With the pancetta, I made carbonara spaghetti.















pabha # 19. July 2007, 00:10
tabatakayoko # 19. July 2007, 19:05
Thank you for coming. I remember that you left a comment once in the past.
I have an impression that the Asian people really love food and the look of it, too!

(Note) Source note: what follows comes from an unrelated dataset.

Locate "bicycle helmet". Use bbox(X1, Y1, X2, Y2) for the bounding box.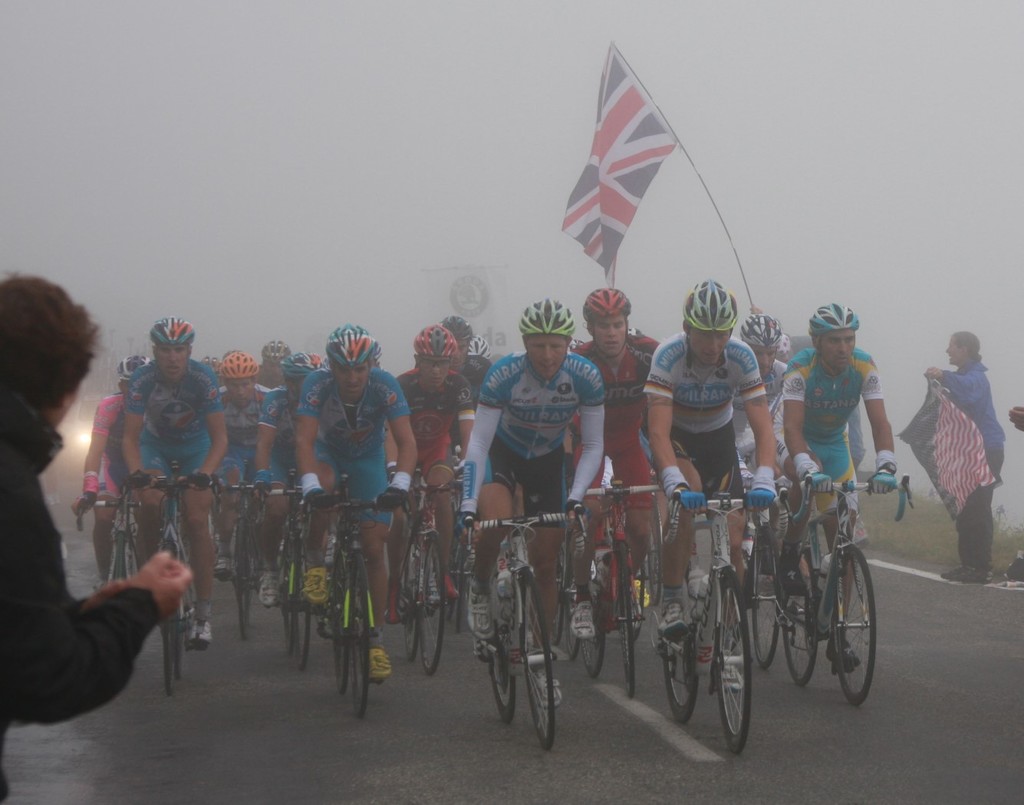
bbox(580, 284, 633, 360).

allhewrote # 21. July 2007, 07:49
tabatakayoko # 21. July 2007, 23:10
ngsinh # 22. July 2007, 02:36
For the rolls:
-1 jicama (about 2lbs)
-3 carrots
-1/2 cup dried shrimp
-4 Chinese sausages (lap cheong)
-1/3 cup roasted peanuts (optional)
-3 eggs
-basil
-Vietnamese rice paper (bánh tráng)
*Steam and slice sausages into thin, long pieces. Beat eggs and cook using a nonstick pan to make thin sheets, cut sheets into long strips. Soak dried shimp in water until soft. Crush the peanuts and stir fry with dried shrimp. Julienne jicama and carrots, stir fry with alittle oil and dried shrimp water until cooked. Drain and reserve ‘juices’ to make dipping sauce. Wet a piece of rice paper and sprinkle some peanuts and dried shrimp. Lay a few strips of egg and sausage on top, followed by basil and then jicama and carrots. Roll up and serve with dipping sauce (recipe follows).
Dipping Sauce:
-1/4 cup hoisin sauce
-1 tbs peanut butter
-‘juices’ from dried shrimp and stir fried jicama
-water (if needed)
-sugar, salt
*Mix everything together over medium heat until mixture boils. Sweet and salty should be even, sauce should not be to thick (add more water if needed).
Gỏi cuốn
Ingredients (for 15 rolls):
-1/3lb pork belly
-15 prawns
-fresh assorted herbs
-1/2lb bean sprouts
-1/3lb rice vermicelli
-fresh Chinese chives
-15 sheets bánh tráng (rice paper)
-fresh coconut juice or water
What to Do:
Boil pork and prawns in coconut juice or water; reserve cooking liquid to make dipping sauce. Slice pork into thin pieces. Peel prawns and slice in half. Wash bean sprouts, and herbs. Cook rice vermicelli and drain. Wet a piece of rice paper; add a row of herbs in the center, followed by some noodles, and bean sprouts. Lay prawns and meat in a row above the noodles and veggies towards the edge of the rice paper. Fold sides of rice paper over and add a stalk of chive in the center. Roll up starting at the end with the noodles and veggies, ending at the end with the prawns and meat.
Dipping Sauce:
-3 tbs hoisin sauce
-2 tbs peanut butter
-1/2 cup meat and prawn stock
-3-4 tbs sugar
-2 cloves garlic
-1 tsp oil
*Mince garlic and fry in oil until fragrant. Add hoisin sauce, peanut butter, sugar and stock. Bring the sauce to a boil and give a taste test, all flavors should be equal.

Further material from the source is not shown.